You can use models.TextField for this purpose:
class Sample(models.Model):
field1 = models.CharField(max_length=128)
field2 = models.TextField(max_length=1024*2) # Will be rendered as textarea
Wanted to expand on Carl Meyer's answer, which works perfectly till this date.
I always use TextField instead of CharField (with or without choices) and impose character limits on UI/API side rather than at DB level. To make this work dynamically:
from django import forms
from django.contrib import admin
class BaseAdmin(admin.ModelAdmin):
"""
Base admin capable of forcing widget conversion
"""
def formfield_for_dbfield(self, db_field, **kwargs):
formfield = super(BaseAdmin, self).formfield_for_dbfield(
db_field, **kwargs)
display_as_charfield = getattr(self, 'display_as_charfield', [])
display_as_choicefield = getattr(self, 'display_as_choicefield', [])
if db_field.name in display_as_charfield:
formfield.widget = forms.TextInput(attrs=formfield.widget.attrs)
elif db_field.name in display_as_choicefield:
formfield.widget = forms.Select(choices=formfield.choices,
attrs=formfield.widget.attrs)
return formfield
I have a model name Post where title, slug & state are TextFields and state has choices.
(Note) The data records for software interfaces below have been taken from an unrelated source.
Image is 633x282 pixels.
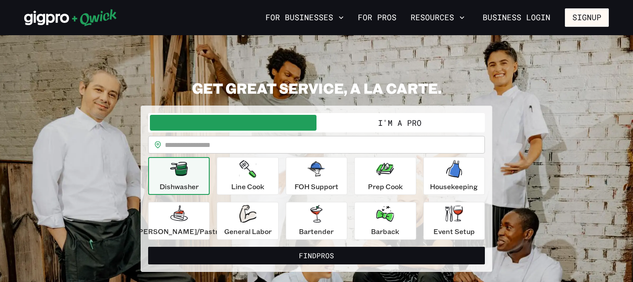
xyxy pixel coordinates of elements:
button: FOH Support [286,157,347,195]
button: General Labor [217,202,278,240]
a: For Pros [354,10,400,25]
button: FindPros [148,247,485,264]
button: Housekeeping [423,157,485,195]
p: Bartender [299,226,334,236]
button: For Businesses [262,10,347,25]
button: Signup [565,8,609,27]
button: Barback [354,202,416,240]
p: Housekeeping [430,181,478,192]
button: Bartender [286,202,347,240]
button: Line Cook [217,157,278,195]
p: [PERSON_NAME]/Pastry [136,226,222,236]
button: I'm a Pro [316,115,483,131]
p: Dishwasher [160,181,199,192]
button: I'm a Business [150,115,316,131]
p: Prep Cook [368,181,403,192]
a: Business Login [475,8,558,27]
p: General Labor [224,226,272,236]
button: Event Setup [423,202,485,240]
button: Prep Cook [354,157,416,195]
p: Line Cook [231,181,264,192]
button: [PERSON_NAME]/Pastry [148,202,210,240]
button: Dishwasher [148,157,210,195]
p: FOH Support [294,181,338,192]
button: Resources [407,10,468,25]
p: Barback [371,226,399,236]
p: Event Setup [433,226,475,236]
h2: GET GREAT SERVICE, A LA CARTE. [141,79,492,97]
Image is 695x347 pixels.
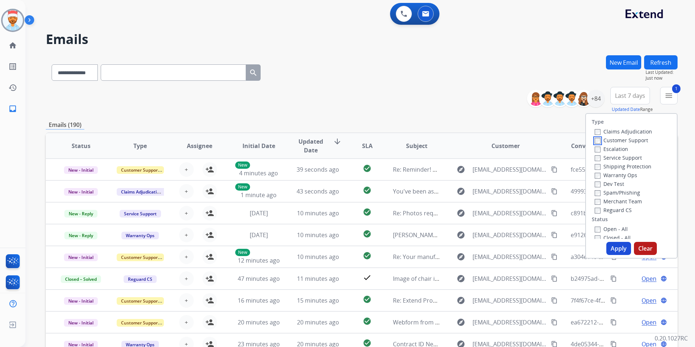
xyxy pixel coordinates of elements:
span: + [185,187,188,196]
label: Warranty Ops [595,172,638,179]
span: 39 seconds ago [297,166,339,174]
span: New - Initial [64,254,98,261]
button: + [179,206,194,220]
span: Last Updated: [646,69,678,75]
mat-icon: home [8,41,17,50]
span: [EMAIL_ADDRESS][DOMAIN_NAME] [473,252,547,261]
span: Claims Adjudication [117,188,167,196]
span: 20 minutes ago [238,318,280,326]
span: Range [612,106,653,112]
mat-icon: content_copy [551,210,558,216]
mat-icon: search [249,68,258,77]
button: Apply [607,242,631,255]
span: 10 minutes ago [297,231,339,239]
mat-icon: person_add [206,209,214,218]
span: Last 7 days [615,94,646,97]
button: + [179,293,194,308]
span: Status [72,142,91,150]
span: + [185,231,188,239]
label: Shipping Protection [595,163,652,170]
span: + [185,252,188,261]
mat-icon: content_copy [551,166,558,173]
span: + [185,318,188,327]
span: c891b664-0f52-4584-b9e4-557ae4a52b9f [571,209,681,217]
span: New - Initial [64,319,98,327]
mat-icon: history [8,83,17,92]
span: Open [642,318,657,327]
input: Customer Support [595,138,601,144]
span: Conversation ID [571,142,618,150]
input: Reguard CS [595,208,601,214]
span: New - Reply [64,210,97,218]
span: e912635b-391c-4a9b-819e-04fa17b1e247 [571,231,682,239]
span: [EMAIL_ADDRESS][DOMAIN_NAME] [473,187,547,196]
mat-icon: arrow_downward [333,137,342,146]
label: Service Support [595,154,642,161]
button: + [179,250,194,264]
input: Dev Test [595,182,601,187]
mat-icon: explore [457,165,466,174]
mat-icon: content_copy [551,254,558,260]
span: a304e140-73a6-45d4-805f-8b65bb61cc05 [571,253,682,261]
mat-icon: explore [457,252,466,261]
input: Spam/Phishing [595,190,601,196]
mat-icon: explore [457,187,466,196]
p: 0.20.1027RC [655,334,688,343]
span: 10 minutes ago [297,209,339,217]
mat-icon: person_add [206,231,214,239]
label: Dev Test [595,180,625,187]
span: + [185,274,188,283]
button: Clear [634,242,657,255]
span: Updated Date [295,137,327,155]
mat-icon: language [661,297,667,304]
label: Type [592,118,604,125]
span: b24975ad-b480-4dd7-b279-678bba78760f [571,275,685,283]
mat-icon: language [661,275,667,282]
span: 12 minutes ago [238,256,280,264]
mat-icon: content_copy [551,297,558,304]
span: 47 minutes ago [238,275,280,283]
span: Re: Extend Product Protection Confirmation [393,296,514,304]
span: Re: Reminder! Send in your product to proceed with your claim [393,166,566,174]
mat-icon: explore [457,318,466,327]
span: [PERSON_NAME] Order Queen Sleeper [393,231,498,239]
button: + [179,228,194,242]
mat-icon: person_add [206,165,214,174]
span: [EMAIL_ADDRESS][DOMAIN_NAME] [473,318,547,327]
span: Webform from [EMAIL_ADDRESS][DOMAIN_NAME] on [DATE] [393,318,558,326]
button: + [179,271,194,286]
label: Escalation [595,146,629,152]
input: Shipping Protection [595,164,601,170]
span: 11 minutes ago [297,275,339,283]
input: Escalation [595,147,601,152]
span: Reguard CS [124,275,157,283]
button: Refresh [645,55,678,69]
label: Closed - All [595,234,631,241]
mat-icon: check_circle [363,230,372,238]
mat-icon: inbox [8,104,17,113]
span: Customer Support [117,254,164,261]
mat-icon: menu [665,91,674,100]
mat-icon: explore [457,231,466,239]
span: Warranty Ops [121,232,159,239]
span: 16 minutes ago [238,296,280,304]
h2: Emails [46,32,678,47]
span: 15 minutes ago [297,296,339,304]
span: 4 minutes ago [239,169,278,177]
input: Service Support [595,155,601,161]
mat-icon: person_add [206,187,214,196]
span: New - Initial [64,188,98,196]
span: 4999388c-d0e5-480c-b351-66834d62738a [571,187,683,195]
mat-icon: language [661,319,667,326]
span: New - Initial [64,297,98,305]
span: [EMAIL_ADDRESS][DOMAIN_NAME] [473,209,547,218]
mat-icon: content_copy [611,275,617,282]
button: + [179,315,194,330]
span: 1 minute ago [241,191,277,199]
span: + [185,296,188,305]
span: Service Support [120,210,161,218]
mat-icon: check_circle [363,317,372,326]
label: Reguard CS [595,207,632,214]
span: SLA [362,142,373,150]
label: Merchant Team [595,198,642,205]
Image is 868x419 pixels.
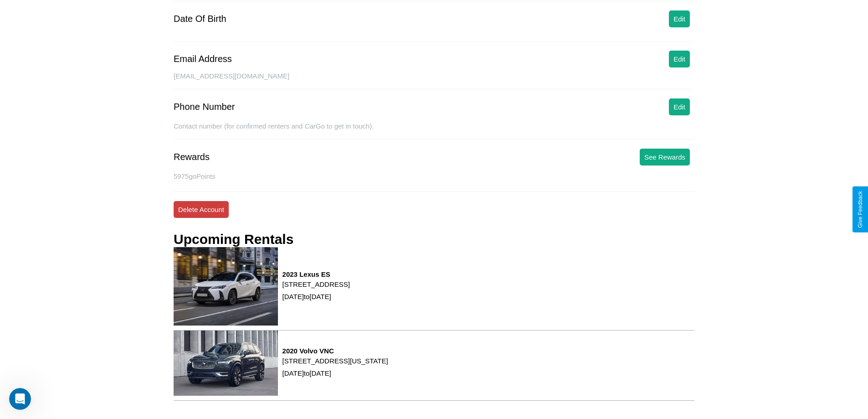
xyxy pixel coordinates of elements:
p: [STREET_ADDRESS][US_STATE] [283,355,389,367]
h3: 2020 Volvo VNC [283,347,389,355]
p: [DATE] to [DATE] [283,367,389,379]
div: Date Of Birth [173,14,226,24]
div: Email Address [173,54,232,64]
p: [DATE] to [DATE] [283,290,350,303]
iframe: Intercom live chat [9,388,31,410]
div: Give Feedback [857,191,863,228]
button: Delete Account [173,201,229,218]
h3: 2023 Lexus ES [283,270,350,278]
button: Edit [669,51,690,67]
h3: Upcoming Rentals [173,232,293,248]
div: [EMAIL_ADDRESS][DOMAIN_NAME] [173,72,695,90]
div: Rewards [173,152,209,163]
button: Edit [669,11,690,27]
p: 5975 goPoints [173,170,695,182]
button: See Rewards [640,148,690,166]
p: [STREET_ADDRESS] [283,278,350,290]
button: Edit [669,98,690,115]
div: Phone Number [173,101,235,112]
div: Contact number (for confirmed renters and CarGo to get in touch). [173,122,695,139]
img: rental [173,248,278,325]
img: rental [173,330,278,396]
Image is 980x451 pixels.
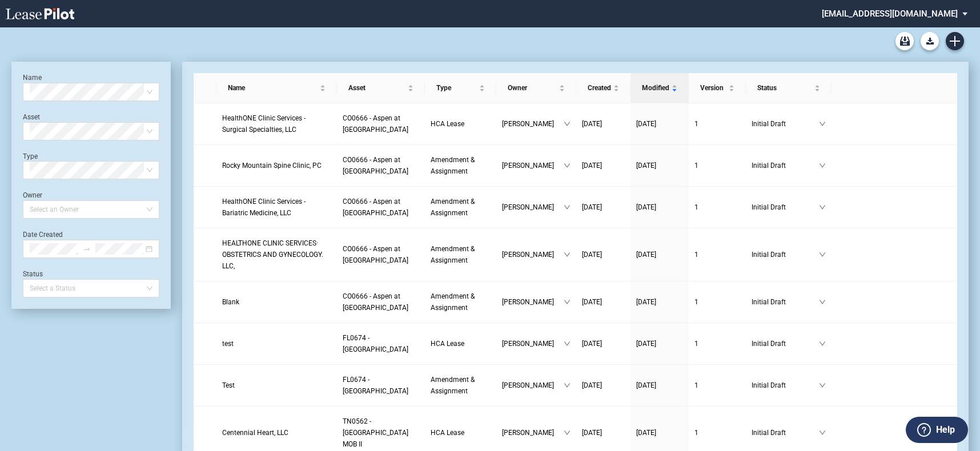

The admin definition looks like:
#admin.register(Post)
class PostAdmin(BaseAdmin):
list_display = ('pk', 'title', 'author', 'org', 'state', 'created',)
search_fields = [
'title',
'author__username',
]
display_as_charfield = ['title', 'slug']
display_as_choicefield = ['state']
Thought others looking for answers might find this useful.